2017 (second author with Doris Buss) "'Dangerous Desires': Illegality, Sexuality, and the Global Governance of Artisanal Mining." In Di Otto (ed.) Queering International Law. London: Routledge. pp. 35-52.
2017 Farm Labor Struggles in Zimbabwe: The Ground of Politics. Bloomington: Indiana University Press.
2014 (3rd editor, with Doris Buss, Joanne Lebert, Donna Sharkey, and Obi Aginam), Sexual Violence in Conflict and Post-Conflict Societies: International Agendas and African Contexts (London: Routledge).
2014 “Organization and (de)mobilization of farm workers in Zimbabwe: Reflections on Trade Unions, NGOs, and Political Parties.” Journal of Agrarian Change 14(2):214-239.
2013 “Electoral politics and a farm workers’ struggle in Zimbabwe (1999-2000).” Journal of Southern African Studies 39(4):845-863.
2012 “Shifting the Debate on Land Reform, Poverty and Inequality in Zimbabwe: An Engagement with Zimbabwe’s Land Reform: Myths & Realities,” Journal of Contemporary African Studies 30(1): 147-157.
2011 “Stabilizing Boundaries: The shifting terrain of belonging for Zimbabweans in a South African border-zone,” African Diaspora 4 (2): 207-229.
2011 “The Uneasy ties of Working and Belonging: The Changing Situation for Undocumented Zimbabwean Migrants in northern South Africa.” Ethnic and Racial Studies 34(8): 1303-19.
2011 “On the Promise and Perils of Citizenship: Heuristic Concepts, Zimbabwean Example.” Citizenship Studies 15 (3-4): 499-512.

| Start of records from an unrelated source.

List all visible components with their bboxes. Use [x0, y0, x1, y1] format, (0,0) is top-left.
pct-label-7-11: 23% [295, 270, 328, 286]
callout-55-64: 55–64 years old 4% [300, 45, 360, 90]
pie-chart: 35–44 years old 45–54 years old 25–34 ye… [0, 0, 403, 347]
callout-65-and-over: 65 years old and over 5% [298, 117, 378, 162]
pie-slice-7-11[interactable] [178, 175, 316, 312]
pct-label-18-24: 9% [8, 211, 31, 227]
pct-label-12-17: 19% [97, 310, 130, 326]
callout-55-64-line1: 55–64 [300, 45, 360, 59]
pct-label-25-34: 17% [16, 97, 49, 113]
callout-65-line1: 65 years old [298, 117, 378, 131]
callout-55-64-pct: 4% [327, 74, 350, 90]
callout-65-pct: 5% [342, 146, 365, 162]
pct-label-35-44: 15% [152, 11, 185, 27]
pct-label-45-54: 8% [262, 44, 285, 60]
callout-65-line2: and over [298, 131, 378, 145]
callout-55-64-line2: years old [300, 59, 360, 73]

2010 “The Livelihoods of Zimbabwean Farm Workers in northern South Africa,” in Jonathan Crush and Daniel Tevera, eds., Zimbabwe’s Exodus: Crisis, Migration, Survival. Kingston, ON: Southern African Migration Program, Queen’s University and Ottawa: IDRC. Pp. 244-266.
2010 “Dependent Livelihoods in the Borderlands: Zimbabwean Farm Workers in Northern South Africa,” in JoAnn McGregor and Ranka Primorac, eds., Zimbabwe’s New Diaspora: Displacement and the Cultural Politics of Survival. Oxford: Berghahn Books. pp. 59-76.